"We’ve talked to [more than] 3,100 people in custody, and 92 percent of them did not know even the basics about their rights to clear their records."
By Rashawn Davis, CSG Justice Center staff
The Clean Slate Clearinghouse (CSC) Advisory Committee—which consists of legal and academic experts from around the country—works to make the CSC a mechanism to expand record clearance nationwide. The Council of State Governments (CSG) Justice Center staff spoke with advisory committee member Margaret "Peggy" Stevenson, the director of the San Jose State University (SJSU) Record Clearance Project (RCP) in San Jose, California. Since 2008, RCP has trained undergraduate students to assist people with criminal records throughout the expungement process.
How did you get involved with record clearance?
I was a legal services lawyer for 10 years in different offices around the country. My focus was primarily on low wage worker’s rights, not anything dealing with criminal records. However, clients would often tell me that they couldn’t get a job because they had a criminal record.
In 2005, while I was working in East Palo Alto at a community law center, a woman from the group All of Us or None visited. She said that if our law center was truly a community law center, then we needed to be more reflective of the needs of the community, and that meant doing record clearance work. She was right. Although we didn’t know much about record clearance and few legal service providers were doing that work at the time, we learned. And I did record clearance work in East Palo Alto for a couple of years before I started teaching here at San Jose State University.
Why an undergraduate expungement clinic?
I thought, if law students could do this, why can’t undergrads?
We started doing expungement petitions as a class project in the Courts and Society class I taught at SJSU. Within three years, we had developed an entire course sequence around criminal record clearance.
In the first class of the course sequence, Record Clearance Project – Practical Legal Skills, we teach students legal research, legal interviewing, and how to do community education presentations that inform people about expungement laws [in California]. In the second class, Record Clearance Project – Representation, students are assigned clients whom they assist with preparing expungement petitions for court.
What do you say to people who are skeptical of undergraduates doing this work?
I wasn’t sure about it myself, but it really seems to work. Undergraduate students in RCP have assisted with [more than] 1,300 expungement petitions and 99 percent of them have been granted. Undergraduates are outstanding interviewers; they are motivated and sincere. Stanford and Columbia Law School students volunteer on occasion to work at the RCP. When they are paired with RCP students, law students always say how much they admire the work of our undergraduates.
What are some ways that RCP has evolved and expanded over the years?
All our work is need-driven.
We bought a LiveScani machine so that clients, who would come to our advice sessions but didn’t know what was on their records, could learn about their records without having to pay for a copy.
We started going to jails in 2012 because we felt that people needed to know record clearance information before they were released. We’ve talked to [more than] 3,100 people in custody, and 92 percent of them did not know even the basics about their rights to clear their records.
When people being released needed guidance to help them get ready to apply for expungement, we hired former clients as mentors to guide them on their journey.
Are there any moments in this work that have personally inspired you?
Once we were talking to a group of men at Elmwood jail, and I shared that as part of the expungement process, petitioners explain to the judge their story and how they are moving forward with their lives. I asked people to throw out ideas about what some people’s turning points might be.
And someone stood up and said, “being here.” I thought he meant the experience of being sent to jail would motivate people to change. But that wasn’t it–many of them had been to jail before. [He] followed up saying, “you all have given us hope, what you have told us about our rights has given me hope. This is my turning point.” Remembering that moment always gets me emotional. It was pretty powerful.
What do you see on the horizon for record clearance?
I am a perpetual optimist. In California, there have been great legislative advances around record clearance and I feel that once other jurisdictions in the country begin to see what works, we will see record clearance expand. And I hope that California will be able to help set that stage.
i LiveScan machines, often used by law enforcement agencies, can use fingerprints to access the user’s criminal history.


_Aim of the exercise:_ The answer must be every line of the records below that contains the word "розмови", copied out.

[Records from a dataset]
*** Block opens ***
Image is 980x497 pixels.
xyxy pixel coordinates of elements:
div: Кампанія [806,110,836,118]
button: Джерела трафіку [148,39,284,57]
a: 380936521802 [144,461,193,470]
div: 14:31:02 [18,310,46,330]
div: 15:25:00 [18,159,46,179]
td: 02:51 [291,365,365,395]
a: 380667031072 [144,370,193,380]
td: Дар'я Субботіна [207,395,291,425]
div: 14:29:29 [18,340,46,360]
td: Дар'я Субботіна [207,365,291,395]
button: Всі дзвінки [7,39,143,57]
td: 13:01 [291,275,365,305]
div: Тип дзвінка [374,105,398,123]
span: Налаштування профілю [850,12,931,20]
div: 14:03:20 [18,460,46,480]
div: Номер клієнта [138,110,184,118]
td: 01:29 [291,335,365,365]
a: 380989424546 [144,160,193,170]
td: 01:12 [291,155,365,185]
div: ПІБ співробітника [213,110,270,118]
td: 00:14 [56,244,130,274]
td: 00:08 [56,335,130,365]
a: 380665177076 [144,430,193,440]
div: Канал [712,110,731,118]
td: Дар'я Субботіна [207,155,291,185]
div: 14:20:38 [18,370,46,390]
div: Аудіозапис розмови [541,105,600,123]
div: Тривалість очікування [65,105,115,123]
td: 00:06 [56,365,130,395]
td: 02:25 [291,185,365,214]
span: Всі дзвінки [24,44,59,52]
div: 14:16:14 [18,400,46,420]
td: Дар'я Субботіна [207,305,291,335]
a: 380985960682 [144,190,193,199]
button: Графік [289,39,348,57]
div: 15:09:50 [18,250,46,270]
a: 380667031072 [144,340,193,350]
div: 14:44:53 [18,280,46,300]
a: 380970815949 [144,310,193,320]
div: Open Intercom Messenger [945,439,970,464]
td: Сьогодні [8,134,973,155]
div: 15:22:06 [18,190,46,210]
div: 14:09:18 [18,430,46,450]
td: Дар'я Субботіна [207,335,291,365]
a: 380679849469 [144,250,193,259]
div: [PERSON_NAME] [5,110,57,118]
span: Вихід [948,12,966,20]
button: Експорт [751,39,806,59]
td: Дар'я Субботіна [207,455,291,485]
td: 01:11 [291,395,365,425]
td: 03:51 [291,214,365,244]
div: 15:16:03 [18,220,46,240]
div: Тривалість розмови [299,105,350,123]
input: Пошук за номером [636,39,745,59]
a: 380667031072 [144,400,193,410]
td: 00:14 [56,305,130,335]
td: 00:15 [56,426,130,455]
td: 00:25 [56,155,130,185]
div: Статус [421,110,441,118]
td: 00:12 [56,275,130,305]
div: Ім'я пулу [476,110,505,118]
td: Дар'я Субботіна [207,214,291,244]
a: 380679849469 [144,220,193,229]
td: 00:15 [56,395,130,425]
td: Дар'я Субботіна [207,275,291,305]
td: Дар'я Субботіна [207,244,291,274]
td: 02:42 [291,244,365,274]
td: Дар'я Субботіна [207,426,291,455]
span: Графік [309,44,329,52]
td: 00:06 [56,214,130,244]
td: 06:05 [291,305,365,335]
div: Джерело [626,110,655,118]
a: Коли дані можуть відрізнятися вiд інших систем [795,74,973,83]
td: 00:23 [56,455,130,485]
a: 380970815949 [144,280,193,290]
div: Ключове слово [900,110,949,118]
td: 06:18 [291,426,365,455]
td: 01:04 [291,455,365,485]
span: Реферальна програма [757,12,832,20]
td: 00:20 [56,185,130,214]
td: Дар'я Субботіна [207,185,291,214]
*** Block closes ***
_Answer to the exercise:_
div: Аудіозапис розмови [541,105,600,123]
div: Тривалість розмови [299,105,350,123]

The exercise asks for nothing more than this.